Saved entries
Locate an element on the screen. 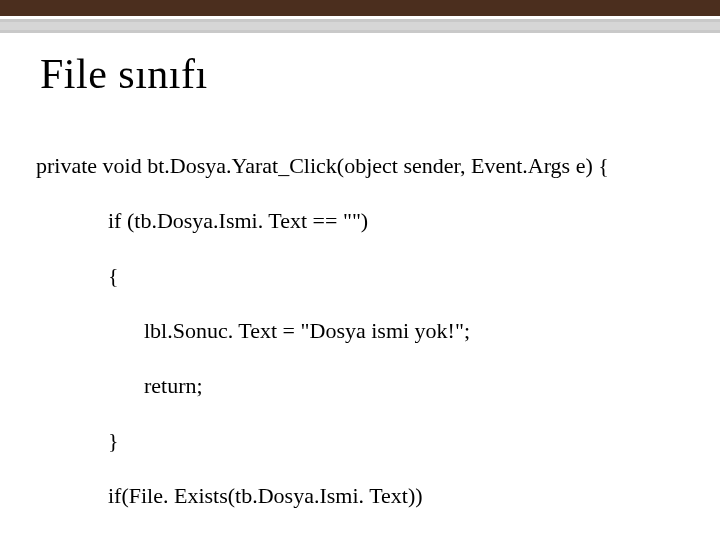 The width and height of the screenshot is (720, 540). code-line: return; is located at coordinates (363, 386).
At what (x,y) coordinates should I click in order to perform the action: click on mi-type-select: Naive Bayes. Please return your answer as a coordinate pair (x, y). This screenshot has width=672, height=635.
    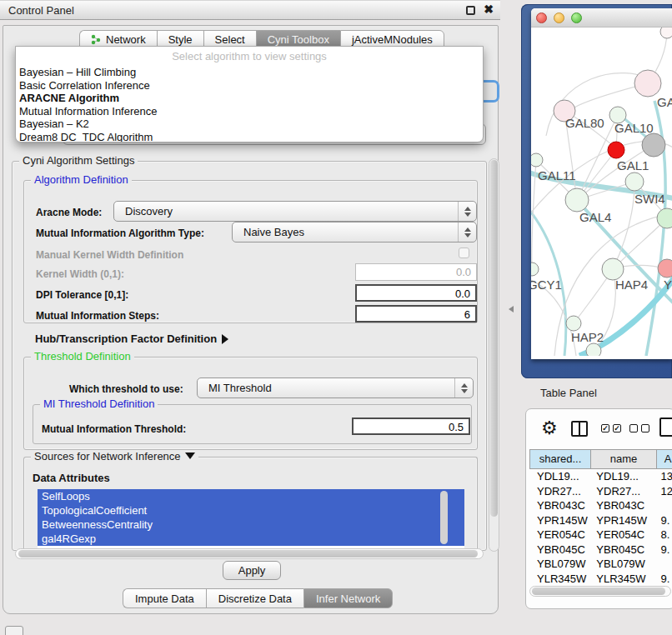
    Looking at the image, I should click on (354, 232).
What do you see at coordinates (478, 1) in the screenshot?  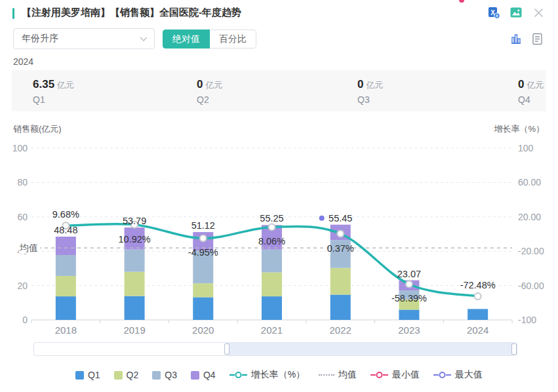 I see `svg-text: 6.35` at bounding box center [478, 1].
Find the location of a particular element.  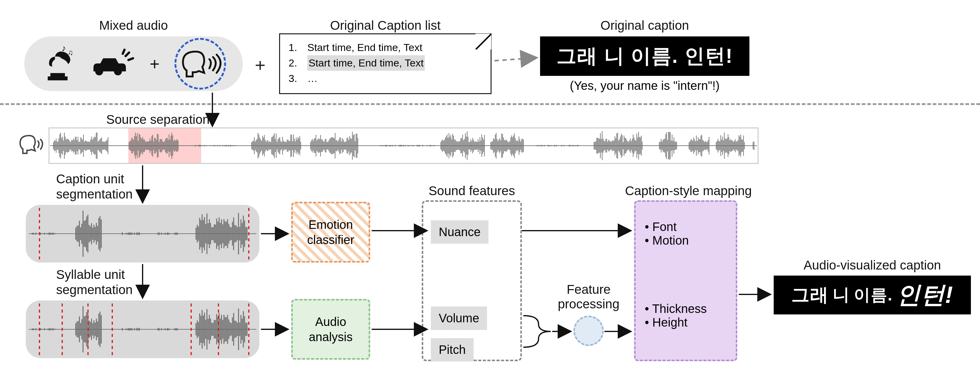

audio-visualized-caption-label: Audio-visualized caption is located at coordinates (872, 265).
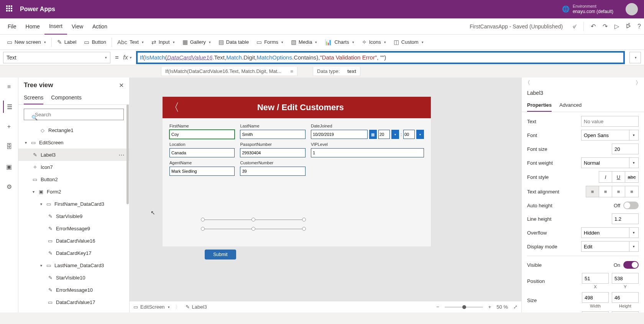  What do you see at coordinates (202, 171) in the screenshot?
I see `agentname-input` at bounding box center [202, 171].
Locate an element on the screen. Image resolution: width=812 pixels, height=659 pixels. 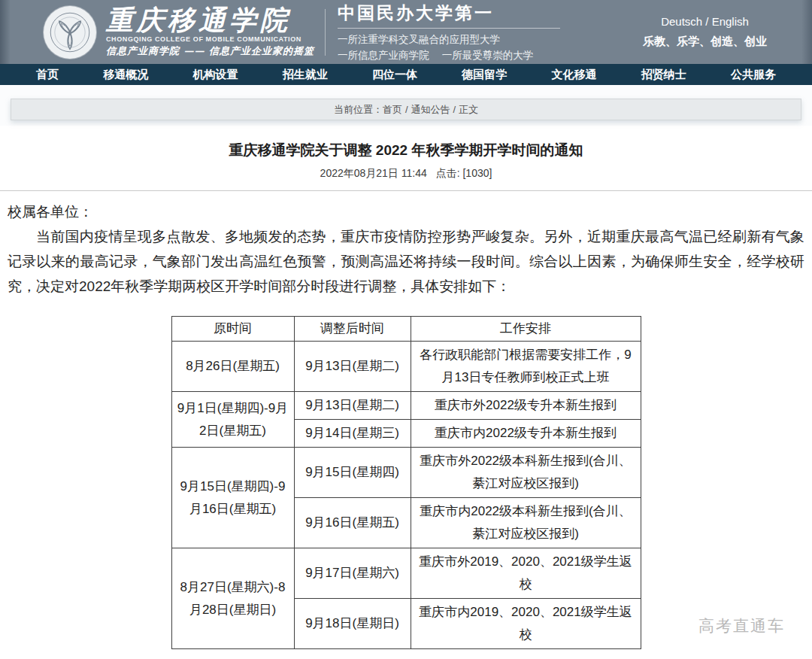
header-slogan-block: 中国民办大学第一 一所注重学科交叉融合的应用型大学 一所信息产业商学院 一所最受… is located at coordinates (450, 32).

**What you have to do**
Give again, word for word, the lines from the one containing "Find the location of a particular element." through the last line of the entries, with pictures omitted and nothing added.

**Output for this exercise**
Find the location of a particular element.  

audio-visualized-caption-label: Audio-visualized caption is located at coordinates (872, 265).
  What do you see at coordinates (202, 171) in the screenshot?
I see `agentname-input` at bounding box center [202, 171].
Locate an element on the screen. Image resolution: width=812 pixels, height=659 pixels. 
header-slogan-block: 中国民办大学第一 一所注重学科交叉融合的应用型大学 一所信息产业商学院 一所最受… is located at coordinates (450, 32).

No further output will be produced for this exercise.